He was very stoned. Not high, but very stoned. He wasn't enjoying himself. The sound of the city around him, the rhythmic clanking of the rail, the sound of engines, and other sounds indecipherable had all joined into a slow, steady beat that gave his mind a hardened, narrow focus. The focus devoured his every thought, keeping him locked into one pattern: him, his life, his love, his death.

The night was clear, but this was Chicago -- there were no stars in the sky. He was sitting, leaned against the gray steel door, on the same place on the tarmac roof. He had been there for what felt like an hour.

Time had given away to the slow, rhythmic pulse of the city. He drifted only briefly from his focus, to wonder if he could hear this music when he was straight. Then he heard a change, and the focus of his mind locked on it.

The rest of the city sounded distant, yet intrusive, like the pain that remains after a splinter is removed. But the beat was changing, slowly, into a sound that seemed to be approaching.

He was so locked in the new sound that he barely noticed he was standing now. When it finally registered, he casually reminded himself that time worked differently when he was stoned. This was true for most people; most people perceived a speed change -- either things moved faster or slower than normal. But for him, events were out of order, even broken into pieces that were perceived in a random, meaningless mess.

The sound brought his focus back. It had grown much closer, and for an instant he felt scared, but fear did not fit into his narrow realm of consciousness.

The sound played with his ears, and even made him feel like smiling, were that under his control. He watched from inside himself as he approached the edge of the roof.

Two thoughts competed for the focus of his mind, and he was awarethat they were from different times. He felt these thoughts as if they were objects. One was like a serrated knife, terrifying to look at. The other felt more like a nervous buzz from a cup of coffee.

The coffee won.

He saw himself stand at the edge, looking down at the pavement five stories below. The L-rail ran past, though it failed to disrupt the music the sound had become.

The music was from another time, maybe minutes or hours before or after he had actually heard it.

The memory, or thought, that felt like coffee, seemed to be a question from the future, maybe a minute or so. It was: Why?

Time moved forward as normal, as he felt himself fall, 22 feet per second per second, towards the greasy pavement below.

And though he knew the answer was within him somewhere, WHY could only be answered, in duration of the fall, with the image of her.

After he stopped falling, his memory held frozen as he touched the pavement, the sound grew nearer, and sharp as a serrated knife. It became the whine of a siren, and the crackling of a radio, over which a dispatcher reported a suicide.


:: Task instructions ::
Scan the data for "title" and copy each matching line.

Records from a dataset
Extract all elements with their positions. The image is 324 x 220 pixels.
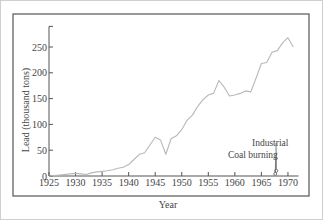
x-tick-label: 1940 (119, 177, 139, 188)
lead-chart: 0501001502002501925193019351940194519501… (0, 0, 324, 220)
x-tick-label: 1945 (145, 177, 165, 188)
x-tick-label: 1930 (66, 177, 86, 188)
x-tick-label: 1965 (251, 177, 271, 188)
x-tick-label: 1950 (172, 177, 192, 188)
y-tick-label: 100 (32, 119, 47, 130)
ticks: 0501001502002501925193019351940194519501… (32, 42, 298, 189)
y-tick-label: 200 (32, 67, 47, 78)
annotation-industrial: Industrial (252, 138, 289, 148)
x-tick-label: 1935 (92, 177, 112, 188)
annotation-marker (274, 172, 277, 175)
y-tick-label: 150 (32, 93, 47, 104)
y-axis-label: Lead (thousand tons) (20, 68, 32, 152)
x-tick-label: 1925 (39, 177, 59, 188)
annotations: IndustrialCoal burning (228, 138, 289, 175)
x-axis-label: Year (159, 199, 178, 210)
annotation-coal-burning: Coal burning (228, 150, 278, 160)
y-tick-label: 250 (32, 42, 47, 53)
x-tick-label: 1970 (278, 177, 298, 188)
figure-frame (13, 14, 309, 196)
y-tick-label: 50 (37, 145, 47, 156)
x-tick-label: 1960 (225, 177, 245, 188)
x-tick-label: 1955 (198, 177, 218, 188)
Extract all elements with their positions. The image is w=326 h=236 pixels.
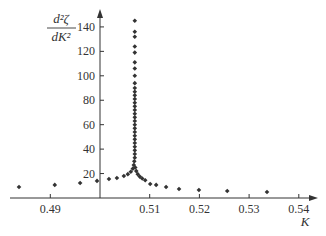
data-point-diamond-icon bbox=[132, 34, 137, 39]
data-points bbox=[17, 19, 270, 195]
data-point-diamond-icon bbox=[132, 159, 137, 164]
x-tick-label: 0.52 bbox=[189, 202, 210, 216]
data-point-diamond-icon bbox=[132, 86, 137, 91]
data-point-diamond-icon bbox=[265, 190, 270, 195]
y-tick-label: 140 bbox=[77, 20, 95, 34]
y-tick-label: 40 bbox=[83, 142, 95, 156]
data-point-diamond-icon bbox=[52, 183, 57, 188]
data-point-diamond-icon bbox=[17, 185, 22, 190]
data-point-diamond-icon bbox=[115, 176, 120, 181]
data-point-diamond-icon bbox=[132, 50, 137, 55]
y-tick-label: 60 bbox=[83, 118, 95, 132]
x-axis: 0.490.510.520.530.54 bbox=[10, 194, 318, 216]
y-tick-label: 80 bbox=[83, 93, 95, 107]
data-point-diamond-icon bbox=[122, 174, 127, 179]
data-point-diamond-icon bbox=[132, 44, 137, 49]
x-tick-label: 0.49 bbox=[40, 202, 61, 216]
data-point-diamond-icon bbox=[197, 188, 202, 193]
data-point-diamond-icon bbox=[132, 81, 137, 86]
data-point-diamond-icon bbox=[132, 60, 137, 65]
data-point-diamond-icon bbox=[148, 182, 153, 187]
data-point-diamond-icon bbox=[132, 74, 137, 79]
y-tick-label: 20 bbox=[83, 167, 95, 181]
scatter-chart: 0.490.510.520.530.54 20406080100120140 d… bbox=[0, 0, 326, 236]
y-axis: 20406080100120140 bbox=[77, 9, 104, 198]
data-point-diamond-icon bbox=[95, 179, 100, 184]
y-tick-label: 120 bbox=[77, 44, 95, 58]
data-point-diamond-icon bbox=[78, 181, 83, 186]
y-axis-arrow-icon bbox=[97, 9, 103, 18]
data-point-diamond-icon bbox=[132, 66, 137, 71]
y-axis-label-numerator: d²ζ bbox=[53, 11, 69, 26]
data-point-diamond-icon bbox=[154, 183, 159, 188]
x-axis-arrow-icon bbox=[309, 195, 318, 201]
x-tick-label: 0.53 bbox=[239, 202, 260, 216]
data-point-diamond-icon bbox=[177, 187, 182, 192]
data-point-diamond-icon bbox=[225, 189, 230, 194]
data-point-diamond-icon bbox=[164, 185, 169, 190]
x-tick-label: 0.51 bbox=[139, 202, 160, 216]
x-axis-label: K bbox=[300, 214, 311, 229]
data-point-diamond-icon bbox=[107, 177, 112, 182]
y-tick-label: 100 bbox=[77, 69, 95, 83]
y-axis-label: d²ζ dK² bbox=[47, 11, 76, 44]
data-point-diamond-icon bbox=[132, 30, 137, 35]
data-point-diamond-icon bbox=[132, 19, 137, 24]
y-axis-label-denominator: dK² bbox=[51, 29, 71, 44]
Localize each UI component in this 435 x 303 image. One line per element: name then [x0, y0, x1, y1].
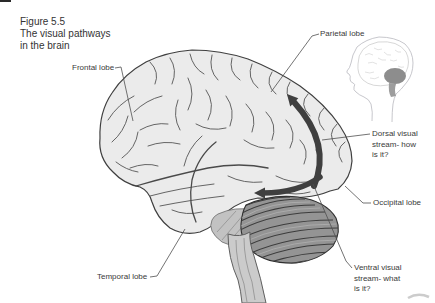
label-frontal-lobe: Frontal lobe — [72, 63, 114, 74]
label-occipital-lobe: Occipital lobe — [373, 198, 421, 209]
face-profile-line — [347, 47, 373, 121]
label-line: stream- what — [354, 274, 402, 285]
temporal-leader-line — [150, 229, 185, 277]
label-line: is it? — [372, 150, 418, 161]
scan-artifact-bottom-right — [408, 295, 429, 298]
inset-highlighted-occipital-region — [384, 68, 406, 84]
figure-title: Figure 5.5 The visual pathways in the br… — [20, 16, 111, 52]
figure-title-line: in the brain — [20, 40, 111, 52]
label-line: is it? — [354, 284, 402, 295]
occipital-leader-line — [345, 186, 371, 203]
head-profile-inset — [347, 37, 413, 122]
label-dorsal-visual-stream: Dorsal visual stream- how is it? — [372, 129, 418, 161]
label-line: Ventral visual — [354, 263, 402, 274]
figure-title-line: The visual pathways — [20, 28, 111, 40]
label-ventral-visual-stream: Ventral visual stream- what is it? — [354, 263, 402, 295]
inset-brainstem — [389, 83, 396, 97]
figure-5-5-visual-pathways-diagram: Figure 5.5 The visual pathways in the br… — [0, 0, 435, 303]
label-line: Dorsal visual — [372, 129, 418, 140]
label-parietal-lobe: Parietal lobe — [320, 29, 364, 40]
scan-artifact-top-left — [0, 0, 11, 2]
label-line: stream- how — [372, 140, 418, 151]
label-temporal-lobe: Temporal lobe — [97, 272, 147, 283]
figure-title-line: Figure 5.5 — [20, 16, 111, 28]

:: Output below ::
figure-title: Figure 5.5 The visual pathways in the br… — [20, 16, 111, 52]
figure-title-line: in the brain — [20, 40, 111, 52]
figure-title-line: The visual pathways — [20, 28, 111, 40]
figure-title-line: Figure 5.5 — [20, 16, 111, 28]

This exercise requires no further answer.